NCAA: VCU 71, Kansas 61

Published 12:00 am Monday, March 28, 2011

By Paul J. Weber
Associated Press
SAN ANTONIO — Move over, Butler. Virginia Commonwealth is crashing the Final Four.
Two weeks ago, the 11th-seeded Rams so doubted they would get a NCAA tournament invite that they watched Cartoon Network and went out for burgers instead of watching the selection show. Now, all of America will be watching them in the Final Four.
The 11th-seeded Rams are heading to Houston, and final No. 1 seed Kansas is heading home after the biggest March upset in years.
VCU stunned the Jayhawks 71-61 on Sunday, becoming just the third 11th seed to make the Final Four. The Jayhawks had been the last top seed standing, but what looked like an easy path to the final weekend ended in a stunning collapse.
Eighth-seeded Butler, you’re promoted to a favorite next week. VCU is the trendy underdog pick this year.
“Once again we felt like nobody really thought we could win going into this game,” said VCU coach Shaka Smart, the budding star of the tournament. “Our guys have done a phenomenal job of putting all the doubters aside, all the people that didn’t believe in us, and going out to do their job.”
VCU guard Joey Rodriguez counted one of Kansas’ vaunted Morris twins — Marcus or Markieff — as one of those many doubters. During a pregame captains meeting with officials, Rodriguez said one of the brothers offered him some parting words: “The run ends here.”
“We’ll see,” Rodriguez shot back.
The Jayhawks saw all right.
VCU players, hoisting their Southwest regional champion trophy, poured into the temporary bleachers where VCU’s widely outnumbered fans sat in an Alamodome that was otherwise colored in Kansas blue and white.
VCU had sold out its allotment of 1,000 tickets in San Antonio after advancing farther than any Rams team in school history. The weekend before in Chicago, VCU had so many leftovers that Purdue fans scooped them up.
Jamie Skeen led VCU with 26 points, and as the final seconds ticked down, heaved the ball from the free throw line into the stands behind the opposite backboard. His teammates on the bench, who spent the final minutes with locked arms to hold each other back, finally spilled out onto the court, grinning ear to ear.
Kansas players walked slowly off the court. Several, including Markieff Morris, cried.
“Probably the best game they played ever,” Markieff said. “Probably the best game ever as a school tonight. We let them. We let them beat us.”
Smart was guided from one interview to another wearing the cut-down net around his neck. The cheers for VCU were only interrupted for guard Brandon Rozzell, who stood at midcourt as the crown serenaded him with an impromptu “Happy Birthday.”
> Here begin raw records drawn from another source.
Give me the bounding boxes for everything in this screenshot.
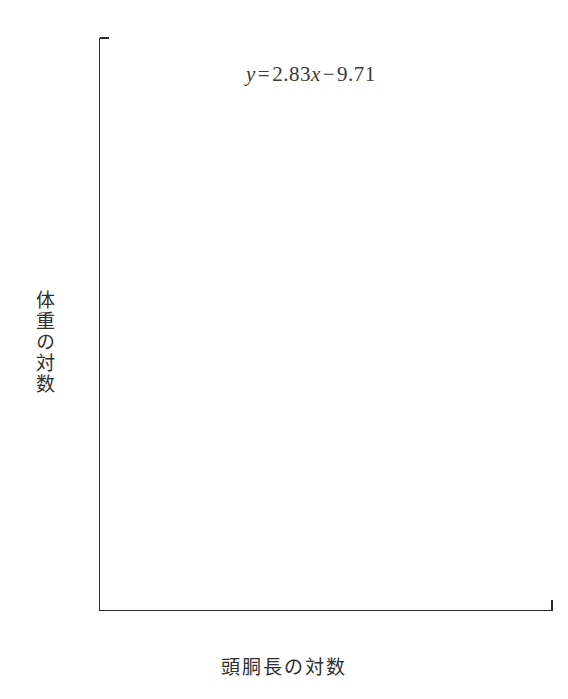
axes-group: [100, 38, 553, 611]
axis-spines: [100, 38, 553, 611]
equation-minus: −: [321, 62, 337, 86]
equation-variable: x: [311, 62, 321, 86]
x-axis-title: 頭胴長の対数: [0, 652, 568, 679]
equation-intercept: 9.71: [337, 62, 376, 86]
equation-lhs: y: [246, 62, 256, 86]
regression-equation-annotation: y=2.83x−9.71: [246, 62, 376, 87]
y-axis-title: 体重の対数: [30, 290, 57, 395]
scatter-plot-figure: 体重の対数 頭胴長の対数 y=2.83x−9.71: [0, 0, 568, 699]
equation-slope: 2.83: [272, 62, 311, 86]
equation-equals: =: [256, 62, 272, 86]
plot-canvas: [0, 0, 568, 699]
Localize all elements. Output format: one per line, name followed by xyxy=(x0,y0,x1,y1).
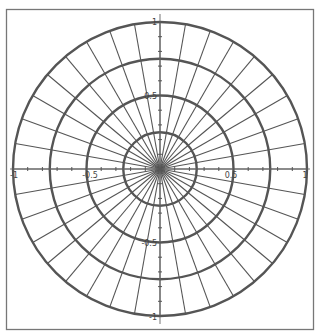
y-tick-label-neg05: -0.5 xyxy=(141,239,157,248)
x-tick-label-pos05: 0.5 xyxy=(225,171,238,180)
x-tick-label-neg1: -1 xyxy=(10,171,18,180)
polar-grid-chart: -1 -0.5 0.5 1 1 0.5 -0.5 -1 xyxy=(0,0,320,335)
x-tick-label-pos1: 1 xyxy=(302,171,307,180)
y-tick-label-pos1: 1 xyxy=(152,18,157,27)
y-tick-label-neg1: -1 xyxy=(149,313,157,322)
axis-ticks xyxy=(13,22,307,316)
x-tick-label-neg05: -0.5 xyxy=(82,171,98,180)
y-tick-label-pos05: 0.5 xyxy=(144,92,157,101)
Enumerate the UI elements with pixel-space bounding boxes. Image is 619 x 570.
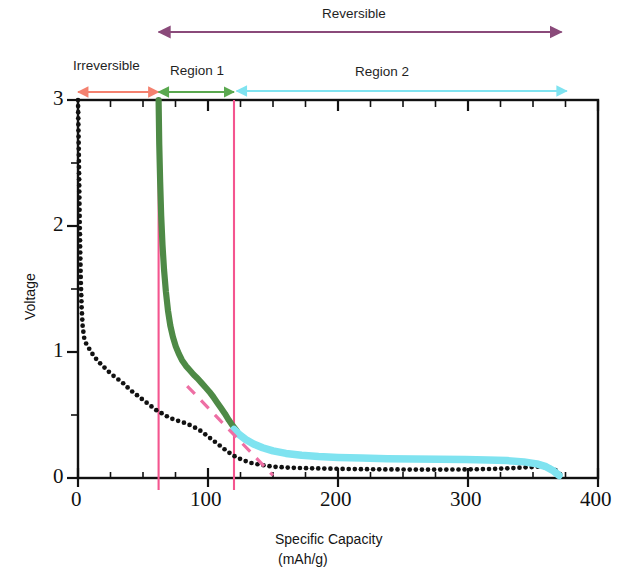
- data-dot: [383, 467, 388, 472]
- data-dot: [159, 411, 164, 416]
- data-dot: [267, 464, 272, 469]
- data-dot: [79, 293, 84, 298]
- data-dot: [389, 467, 394, 472]
- data-dot: [499, 466, 504, 471]
- data-dot: [111, 373, 116, 378]
- data-dot: [493, 466, 498, 471]
- chart-figure: Reversible Irreversible Region 1 Region …: [0, 0, 619, 570]
- data-dot: [79, 287, 84, 292]
- data-dot: [474, 467, 479, 472]
- data-dot: [76, 153, 81, 158]
- data-dot: [76, 128, 81, 133]
- data-dot: [426, 467, 431, 472]
- data-dot: [80, 311, 85, 316]
- data-dot: [316, 466, 321, 471]
- data-dot: [78, 244, 83, 249]
- data-dot: [407, 467, 412, 472]
- data-dot: [76, 104, 81, 109]
- data-dot: [78, 250, 83, 255]
- data-dot: [82, 335, 87, 340]
- data-dot: [279, 465, 284, 470]
- data-dot: [371, 467, 376, 472]
- data-dot: [76, 134, 81, 139]
- data-dot: [227, 451, 232, 456]
- data-dot: [273, 464, 278, 469]
- data-dot: [238, 457, 243, 462]
- data-dot: [193, 425, 198, 430]
- data-dot: [243, 459, 248, 464]
- data-dot: [78, 238, 83, 243]
- data-dot: [87, 346, 92, 351]
- data-dot: [346, 467, 351, 472]
- data-dot: [481, 467, 486, 472]
- data-dot: [121, 381, 126, 386]
- data-dot: [79, 305, 84, 310]
- data-dot: [149, 404, 154, 409]
- data-dot: [77, 189, 82, 194]
- data-dot: [352, 467, 357, 472]
- data-dot: [365, 467, 370, 472]
- data-dot: [203, 432, 208, 437]
- data-dot: [102, 365, 107, 370]
- data-dot: [164, 414, 169, 419]
- data-dot: [80, 317, 85, 322]
- data-dot: [77, 226, 82, 231]
- data-dot: [322, 466, 327, 471]
- data-dot: [462, 467, 467, 472]
- data-dot: [511, 466, 516, 471]
- data-dot: [78, 268, 83, 273]
- data-dot: [377, 467, 382, 472]
- data-dot: [77, 165, 82, 170]
- data-dot: [139, 397, 144, 402]
- data-dot: [81, 329, 86, 334]
- data-dot: [77, 201, 82, 206]
- data-dot: [285, 465, 290, 470]
- data-dot: [222, 447, 227, 452]
- axes-group: [67, 100, 598, 487]
- data-dot: [76, 116, 81, 121]
- data-dot: [334, 466, 339, 471]
- data-dot: [198, 428, 203, 433]
- series-discharge: [76, 98, 563, 477]
- data-dot: [76, 140, 81, 145]
- data-dot: [77, 195, 82, 200]
- data-dot: [76, 110, 81, 115]
- data-dot: [77, 171, 82, 176]
- data-dot: [130, 389, 135, 394]
- data-dot: [77, 214, 82, 219]
- data-dot: [468, 467, 473, 472]
- data-dot: [144, 400, 149, 405]
- data-dot: [94, 356, 99, 361]
- plot-frame: [78, 100, 598, 478]
- data-dot: [90, 352, 95, 357]
- data-dot: [432, 467, 437, 472]
- data-dot: [176, 418, 181, 423]
- series-charge-region-1: [159, 100, 237, 431]
- span-arrow-group: [78, 32, 567, 92]
- data-dot: [438, 467, 443, 472]
- data-dot: [232, 454, 237, 459]
- data-dot: [395, 467, 400, 472]
- data-dot: [340, 467, 345, 472]
- plot-canvas: [0, 0, 619, 570]
- data-dot: [135, 393, 140, 398]
- data-dot: [413, 467, 418, 472]
- data-dot: [187, 423, 192, 428]
- data-dot: [310, 466, 315, 471]
- data-dot: [76, 98, 81, 103]
- data-dot: [76, 122, 81, 127]
- data-dot: [444, 467, 449, 472]
- data-dot: [505, 466, 510, 471]
- data-dot: [328, 466, 333, 471]
- data-dot: [401, 467, 406, 472]
- data-dot: [182, 420, 187, 425]
- data-dot: [79, 299, 84, 304]
- data-dot: [77, 159, 82, 164]
- data-dot: [456, 467, 461, 472]
- data-dot: [125, 385, 130, 390]
- data-dot: [170, 416, 175, 421]
- data-curves-group: [76, 98, 563, 477]
- data-dot: [107, 370, 112, 375]
- data-dot: [116, 377, 121, 382]
- data-dot: [84, 341, 89, 346]
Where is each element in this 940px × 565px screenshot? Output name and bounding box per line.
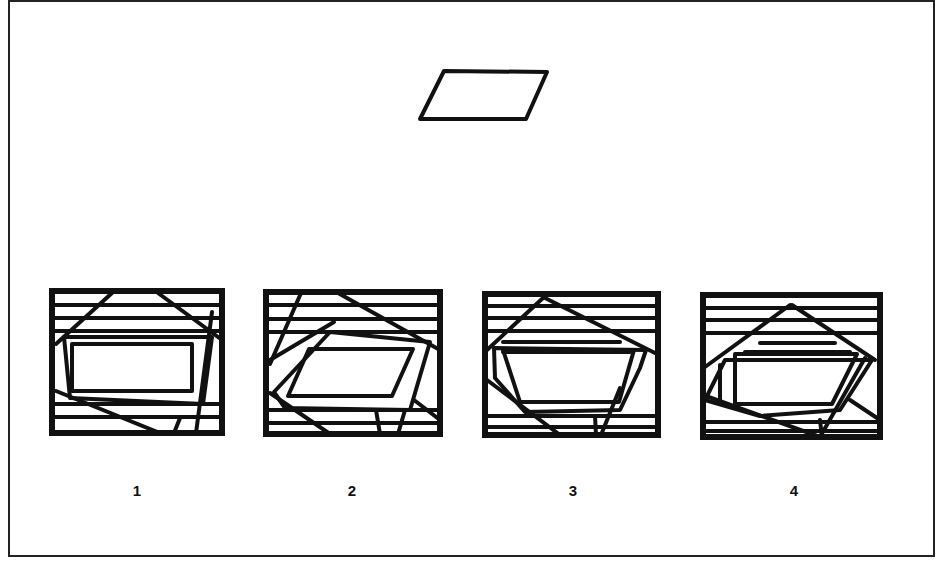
option-label-4: 4: [790, 482, 798, 499]
figure-line: [705, 305, 790, 367]
figure-line: [850, 400, 880, 420]
figure-shape: [72, 344, 192, 391]
figure-line: [820, 358, 865, 437]
target-parallelogram-shape: [420, 71, 547, 119]
answer-options: [52, 291, 880, 437]
figure-line: [376, 410, 380, 434]
figure-shape: [64, 337, 212, 404]
option-label-1: 1: [133, 482, 141, 499]
option-box-border: [52, 291, 222, 433]
option-box-border: [485, 294, 658, 435]
figure-shape: [503, 350, 634, 402]
option-label-3: 3: [569, 482, 577, 499]
option-label-2: 2: [348, 482, 356, 499]
option-figure-2[interactable]: [266, 292, 440, 434]
option-figure-3[interactable]: [485, 294, 658, 435]
puzzle-canvas: [0, 0, 940, 565]
option-figure-4[interactable]: [703, 295, 880, 437]
option-box-border: [703, 295, 880, 437]
option-figure-1[interactable]: [52, 291, 222, 433]
outer-frame: [9, 1, 934, 556]
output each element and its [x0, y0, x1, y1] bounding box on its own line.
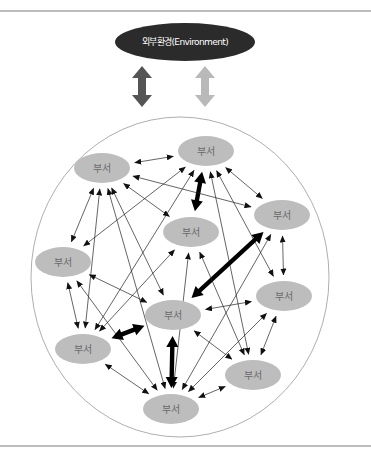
department-node: 부서 — [163, 217, 219, 247]
link-arrow — [199, 386, 226, 397]
department-label: 부서 — [54, 257, 72, 268]
department-label: 부서 — [182, 227, 200, 238]
environment-arrow-dark — [132, 66, 152, 107]
strong-link-arrow — [112, 324, 145, 340]
department-label: 부서 — [244, 370, 262, 381]
department-node: 부서 — [256, 281, 312, 311]
organization-diagram: 외부환경(Environment) 부서부서부서부서부서부서부서부서부서부서 — [0, 0, 371, 457]
environment-arrow-light — [195, 66, 215, 107]
department-label: 부서 — [162, 404, 180, 415]
department-label: 부서 — [197, 146, 215, 157]
department-label: 부서 — [93, 163, 111, 174]
department-label: 부서 — [275, 291, 293, 302]
environment-label: 외부환경(Environment) — [142, 36, 228, 47]
link-arrow — [124, 184, 170, 217]
link-arrow — [71, 188, 93, 242]
link-arrow — [226, 168, 263, 199]
link-arrow — [89, 275, 147, 303]
department-label: 부서 — [74, 344, 92, 355]
department-node: 부서 — [143, 394, 199, 424]
department-node: 부서 — [145, 300, 201, 330]
link-arrow — [135, 156, 174, 162]
department-node: 부서 — [55, 334, 111, 364]
link-arrow — [108, 189, 165, 389]
link-arrow — [261, 316, 276, 354]
department-node: 부서 — [178, 136, 234, 166]
link-arrow — [283, 236, 284, 275]
department-node: 부서 — [35, 247, 91, 277]
department-label: 부서 — [164, 310, 182, 321]
department-node: 부서 — [254, 200, 310, 230]
department-node: 부서 — [74, 153, 130, 183]
department-label: 부서 — [273, 210, 291, 221]
department-node: 부서 — [225, 360, 281, 390]
link-arrow — [68, 283, 78, 329]
environment-group: 외부환경(Environment) — [115, 23, 255, 61]
link-arrow — [105, 364, 148, 394]
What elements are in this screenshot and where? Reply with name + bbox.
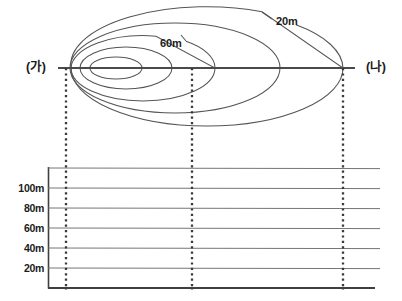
profile-start-label: (가) (26, 61, 46, 74)
gridline-top (48, 168, 380, 169)
tick-label-40m: 40m (4, 243, 44, 254)
contour-label-60m: 60m (160, 38, 182, 49)
gridline-60m (48, 228, 380, 229)
tick-label-20m: 20m (4, 263, 44, 274)
tick-label-100m: 100m (4, 183, 44, 194)
tick-label-80m: 80m (4, 203, 44, 214)
tick-label-60m: 60m (4, 223, 44, 234)
projection-line-group (66, 68, 343, 290)
gridline-100m (48, 188, 380, 189)
leader-20m (262, 12, 272, 19)
contour-label-20m: 20m (276, 16, 298, 27)
contour-leader-group (181, 12, 272, 41)
gridline-40m (48, 248, 380, 249)
gridline-80m (48, 208, 380, 209)
profile-end-label: (나) (366, 61, 386, 74)
contour-cross-section-figure: (가) (나) 20m 60m 100m 80m 60m 40m 20m (0, 0, 402, 301)
gridline-20m (48, 268, 380, 269)
figure-canvas (0, 0, 402, 301)
cross-section-gridlines (48, 168, 380, 269)
contour-group (70, 7, 343, 126)
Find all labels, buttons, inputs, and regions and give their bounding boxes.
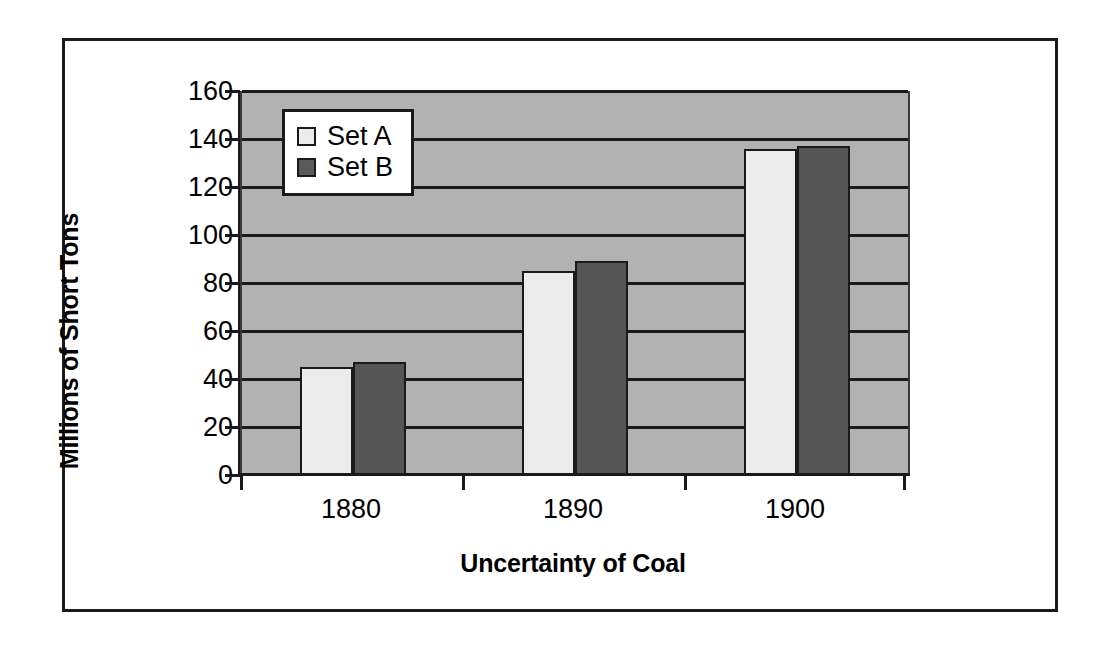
y-tick-label: 140	[143, 126, 233, 153]
y-tick-label: 100	[143, 222, 233, 249]
x-tick-mark	[462, 476, 465, 490]
y-tick-mark	[225, 234, 240, 237]
x-axis-tick-marks	[240, 476, 906, 490]
y-tick-mark	[225, 90, 240, 93]
y-tick-label: 160	[143, 78, 233, 105]
legend-item-set-b: Set B	[297, 154, 393, 181]
gridline	[242, 90, 908, 93]
y-axis-tick-labels: 160140120100806040200	[143, 79, 233, 475]
y-tick-label: 40	[143, 366, 233, 393]
legend-item-set-a: Set A	[297, 123, 393, 150]
y-tick-mark	[225, 330, 240, 333]
bar-1890-set-b	[575, 261, 628, 475]
bar-1900-set-a	[744, 149, 797, 475]
x-tick-label: 1880	[271, 496, 431, 523]
y-tick-mark	[225, 186, 240, 189]
y-axis-title: Millions of Short Tons	[55, 191, 84, 491]
legend-swatch-set-a-icon	[297, 127, 316, 146]
x-axis-tick-labels: 188018901900	[240, 496, 906, 536]
legend-label-set-b: Set B	[327, 154, 393, 181]
y-tick-label: 60	[143, 318, 233, 345]
y-tick-label: 0	[143, 462, 233, 489]
legend-swatch-set-b-icon	[297, 158, 316, 177]
chart-figure-frame: Millions of Short Tons 16014012010080604…	[62, 38, 1058, 612]
bar-1880-set-b	[353, 362, 406, 475]
y-tick-mark	[225, 426, 240, 429]
bar-1890-set-a	[522, 271, 575, 475]
y-tick-label: 20	[143, 414, 233, 441]
bar-1880-set-a	[300, 367, 353, 475]
x-tick-label: 1890	[493, 496, 653, 523]
y-tick-mark	[225, 282, 240, 285]
x-tick-label: 1900	[715, 496, 875, 523]
x-tick-mark	[240, 476, 243, 490]
y-tick-mark	[225, 138, 240, 141]
bar-1900-set-b	[797, 146, 850, 475]
y-tick-label: 120	[143, 174, 233, 201]
y-tick-mark	[225, 378, 240, 381]
x-axis-title: Uncertainty of Coal	[240, 549, 906, 578]
chart-legend: Set A Set B	[282, 109, 414, 196]
y-tick-label: 80	[143, 270, 233, 297]
x-tick-mark	[903, 476, 906, 490]
plot-area: Set A Set B	[240, 91, 910, 475]
legend-label-set-a: Set A	[327, 123, 392, 150]
x-tick-mark	[684, 476, 687, 490]
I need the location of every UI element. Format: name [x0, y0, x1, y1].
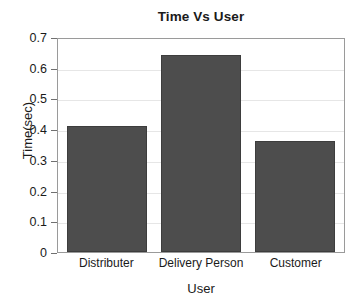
- y-tick-label: 0.6: [30, 62, 47, 76]
- x-tick-label: Delivery Person: [154, 256, 249, 270]
- bar: [255, 141, 336, 252]
- chart-title: Time Vs User: [57, 9, 345, 24]
- plot-area: [57, 38, 345, 253]
- y-tick-label: 0.3: [30, 154, 47, 168]
- y-tick-mark: [51, 253, 57, 254]
- y-tick-label: 0.1: [30, 215, 47, 229]
- bar-chart-figure: Time Vs User Time(sec) 00.10.20.30.40.50…: [0, 0, 360, 308]
- bar: [161, 55, 242, 252]
- y-tick-label: 0.5: [30, 92, 47, 106]
- bars-layer: [58, 39, 344, 252]
- bar-slot: [154, 39, 248, 252]
- x-tick-label: Distributer: [59, 256, 154, 270]
- y-tick-label: 0.2: [30, 185, 47, 199]
- y-tick-label: 0: [40, 246, 47, 260]
- x-axis-title: User: [57, 281, 345, 296]
- bar: [67, 126, 148, 252]
- bar-slot: [248, 39, 342, 252]
- y-tick-label: 0.7: [30, 31, 47, 45]
- x-tick-label: Customer: [248, 256, 343, 270]
- y-tick-label: 0.4: [30, 123, 47, 137]
- x-axis-tick-labels: DistributerDelivery PersonCustomer: [57, 256, 345, 270]
- bar-slot: [60, 39, 154, 252]
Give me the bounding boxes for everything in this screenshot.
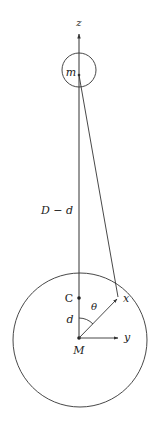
z-axis-label: z (75, 17, 82, 28)
angle-label: θ (91, 301, 97, 312)
separation-line (79, 75, 118, 297)
field-point-label: x (123, 292, 130, 305)
distance-label: D − d (40, 204, 73, 217)
offset-label: d (66, 313, 73, 326)
large-mass-label: M (72, 344, 85, 357)
small-mass-label: m (66, 66, 76, 79)
center-point (77, 296, 81, 300)
angle-arc (79, 318, 93, 324)
center-point-label: C (65, 292, 73, 305)
tidal-geometry-diagram: z m D − d C M x y θ d (0, 0, 161, 421)
y-axis-label: y (123, 331, 131, 344)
The celebration even carried to other arenas. In Newark, N.J., where Kentucky was playing North Carolina, the crowd erupted when the public address announcer broadcast the final score from Texas.
“Anything is possible,” he told the arena.
It’s George Mason all over again, and VCU had an even tougher Final Four path than their tiny conference brethren in 2006.
The Rams needed five wins to go from First Four to Final Four.
Along the way, they toppled the Pac-10’s Southern California, the Big East’s Georgetown, the Big 10’s Purdue, the ACC’s Florida State and now the Big 12’s Kansas.